Artificial intelligence and machine learning applications in archaeology have increased significantly in recent years, and these now span all subfields, geographical regions, and time periods. The prevalence and success of these applications have remained largely unexamined, as recent reviews on the use of machine learning in archaeology have only focused only on specific subfields of archaeology. Our review examined an exhaustive corpus of 135 articles published between 1997 and 2022. We observed a significant increase in the number of publications from 2019 onwards. Automatic structure detection and artefact classification were the most represented tasks in the articles reviewed, followed by taphonomy, and archaeological predictive modelling. From the review, clustering and unsupervised methods were underrepresented compared to supervised models. Artificial neural networks and ensemble learning account for two thirds of the total number of models used. However, if machine learning models are gaining in popularity they remain subject to misunderstanding. We observed, in some cases, poorly defined requirements and caveats of the machine learning methods used. Furthermore, the goals and the needs of machine learning applications for archaeological purposes are in some cases unclear or poorly expressed. To address this, we proposed a workflow guide for archaeologists to develop coherent and consistent methodologies adapted to their research questions, project scale and data. As in many other areas, machine learning is rapidly becoming an important tool in archaeological research and practice, useful for the analyses of large and multivariate data, although not without limitations. This review highlights the importance of well-defined and well-reported structured methodologies and collaborative practices to maximise the potential of applications of machine learning methods in archaeology.
Paper Structure (31 sections, 10 figures, 3 tables)

This paper contains 31 sections, 10 figures, 3 tables.

Figures (10)

  • Figure 1: Review process from source selection to analysis. Inspired by the PRISMA 2020 flow diagram page_prisma_2021. Reason 1 = Ineligible with automation tool; Reason 2 = Non-English record; Reason 3 = Full text not accessible; Reason 4 = Non-journal-based publications; Reason 5 = Absence of abstract; Reason 6 = Archaeology and machine learning keywords from the list not present in the text; Reason 7 = Archaeology and machine learning keywords from the list are not present in the abstract or in the title; Reason 8 = Preliminary exclusion (i.e. no access to publication, publications or contribution by current authors, entire books, non-academic reports, preprints, potentially predatory journal; Reason 9 = Excluded based on the title; Reason 10 = Excluded based on abstract; Reason 11 = Excluded based on the full text first reading; Reason 12 = Full text does not involve archaeological research; Reason = 13 Full text does not involve machine learning methods as defined in our protocol; Reason 14 = Conflicts of interest (publication by the authors of this review or in which the authors contributed); Reason 15 = Theory or review paper. Figure created using Microsoft Word and Inkscape.
  • Figure 2: The fourth field of information recorded in the review presents significant characteristics to explain variation in machine learning applications in archaeology and their related classes/categories.
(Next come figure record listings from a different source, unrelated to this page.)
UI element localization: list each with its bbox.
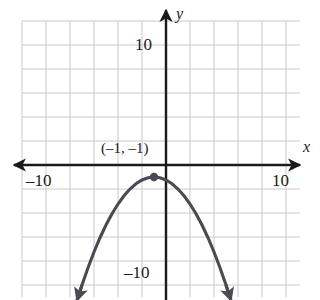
y-axis-tick-label-10: 10 [135, 36, 152, 53]
x-axis-tick-label-negative-10: –10 [26, 172, 52, 189]
axis-lines [14, 10, 300, 300]
x-axis-tick-label-10: 10 [272, 172, 289, 189]
parabola-right-arrow [226, 285, 231, 300]
y-axis-name-label: y [176, 6, 183, 22]
x-axis-name-label: x [303, 139, 310, 155]
parabola-curve [77, 177, 231, 300]
vertex-point-marker [150, 173, 158, 181]
grid-lines [22, 21, 300, 297]
vertex-coordinate-label: (–1, –1) [101, 141, 149, 156]
parabola-left-arrow [77, 285, 82, 300]
coordinate-plane-svg [0, 0, 320, 300]
y-axis-tick-label-negative-10: –10 [124, 264, 150, 281]
graph-figure: 10 –10 –10 10 x y (–1, –1) [0, 0, 320, 300]
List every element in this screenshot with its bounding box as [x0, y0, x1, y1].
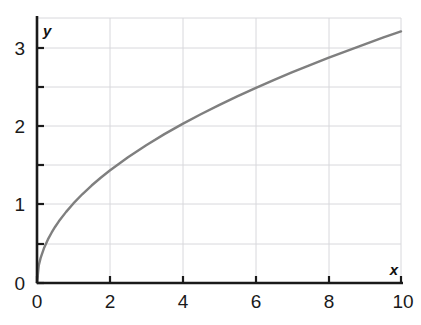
y-tick-label-3: 3: [14, 38, 25, 59]
x-tick-label-0: 0: [32, 291, 43, 312]
sqrt-function-plot: 0 2 4 6 8 10 0 1 2 3 y x: [0, 0, 421, 325]
chart-figure: 0 2 4 6 8 10 0 1 2 3 y x: [0, 0, 421, 325]
y-tick-label-0: 0: [14, 273, 25, 294]
x-tick-label-4: 4: [178, 291, 189, 312]
x-tick-label-6: 6: [251, 291, 262, 312]
x-tick-label-10: 10: [392, 291, 413, 312]
x-tick-label-2: 2: [105, 291, 116, 312]
y-tick-label-2: 2: [14, 116, 25, 137]
y-axis-label: y: [42, 22, 52, 39]
x-axis-label: x: [389, 261, 399, 278]
y-tick-label-1: 1: [14, 194, 25, 215]
chart-background: [0, 0, 421, 325]
x-tick-label-8: 8: [324, 291, 335, 312]
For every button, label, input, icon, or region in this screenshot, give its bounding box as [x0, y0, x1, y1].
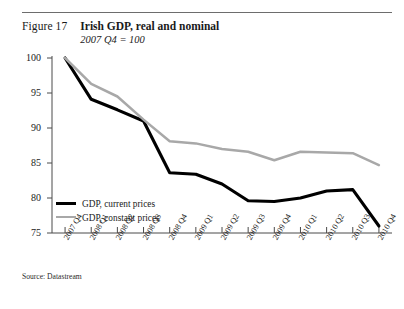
figure-subtitle: 2007 Q4 = 100 — [80, 33, 219, 46]
source-note: Source: Datastream — [22, 272, 82, 281]
legend-item-constant: GDP, constant prices — [56, 208, 160, 222]
legend-swatch-constant-icon — [56, 216, 76, 218]
y-axis-tick-label: 90 — [15, 123, 41, 133]
y-axis-tick-label: 75 — [15, 228, 41, 238]
series-line — [65, 58, 379, 165]
y-axis-tick-label: 80 — [15, 193, 41, 203]
y-axis-tick-label: 95 — [15, 88, 41, 98]
figure-header: Figure 17 Irish GDP, real and nominal 20… — [22, 20, 394, 46]
chart-area: 7580859095100 2007 Q42008 Q12008 Q22008 … — [0, 50, 404, 245]
y-axis-ticks — [47, 58, 52, 233]
figure-page: Figure 17 Irish GDP, real and nominal 20… — [0, 0, 404, 309]
header-divider — [22, 12, 392, 13]
chart-legend: GDP, current prices GDP, constant prices — [56, 194, 160, 222]
legend-swatch-current-icon — [56, 202, 76, 205]
y-axis-tick-label: 100 — [15, 53, 41, 63]
legend-item-current: GDP, current prices — [56, 194, 160, 208]
figure-title-group: Irish GDP, real and nominal 2007 Q4 = 10… — [80, 20, 219, 46]
y-axis-tick-label: 85 — [15, 158, 41, 168]
figure-number: Figure 17 — [22, 20, 67, 32]
figure-title: Irish GDP, real and nominal — [80, 20, 219, 33]
legend-label-constant: GDP, constant prices — [82, 213, 160, 223]
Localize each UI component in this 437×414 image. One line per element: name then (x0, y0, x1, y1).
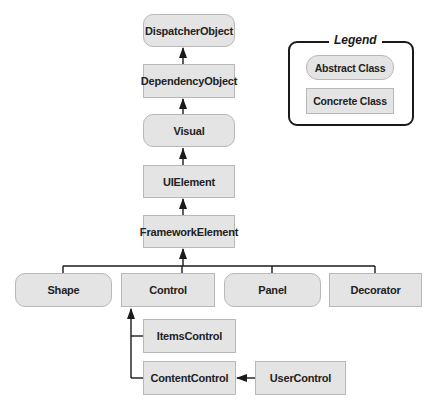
node-label: FrameworkElement (140, 226, 238, 238)
node-dependency-object: DependencyObject (143, 64, 235, 98)
legend-title: Legend (329, 33, 382, 47)
node-items-control: ItemsControl (143, 319, 236, 353)
legend-concrete-label: Concrete Class (313, 95, 387, 107)
legend-abstract-class: Abstract Class (306, 55, 394, 80)
node-label: Panel (258, 284, 286, 296)
node-content-control: ContentControl (143, 361, 236, 395)
node-label: DispatcherObject (145, 25, 233, 37)
node-label: Decorator (350, 284, 400, 296)
node-user-control: UserControl (255, 361, 346, 395)
node-label: Visual (173, 125, 204, 137)
node-control: Control (121, 273, 215, 307)
node-label: UserControl (270, 372, 331, 384)
node-label: ItemsControl (157, 330, 222, 342)
node-label: Control (149, 284, 187, 296)
node-panel: Panel (224, 273, 321, 307)
legend-abstract-label: Abstract Class (315, 62, 386, 74)
node-label: ContentControl (151, 372, 229, 384)
node-shape: Shape (15, 273, 112, 307)
node-label: UIElement (163, 176, 215, 188)
node-visual: Visual (143, 114, 235, 147)
node-ui-element: UIElement (143, 165, 235, 198)
node-dispatcher-object: DispatcherObject (143, 14, 235, 47)
legend-concrete-class: Concrete Class (306, 88, 394, 114)
node-label: DependencyObject (141, 75, 237, 87)
node-framework-element: FrameworkElement (143, 215, 235, 248)
node-label: Shape (47, 284, 79, 296)
node-decorator: Decorator (329, 273, 422, 307)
One study case might have been attributed to several subfields or architecture categories. Figure generated with R 4.2.2 (code available in supplementary material 3) and additional editing with Inkscape.
  • Figure 3: Number of publications per year between 1997 and 2022, in light blue the articles published after 2018 concentrated more than 80% of the publications. The dashed line represents publications from 1 January 2023 to 31 September 2024. Figure generated with R 4.2.2 (code available in supplementary material 3) with additional editing in Inkscape.
  • Figure 4: Number of articles published per country based on the country of the first author’s affiliation. Figure generated with R 4.2.2 (code available in supplementary material 3).
  • Figure 5: (A) Number of articles from each archaeological subfield between 1997 and 2023. (B) Number of articles from each architecture class between 1997 and 2023. Empty bar charts represent the number 1. Figure generated with R 4.2.2 (code available in supplementary material 3).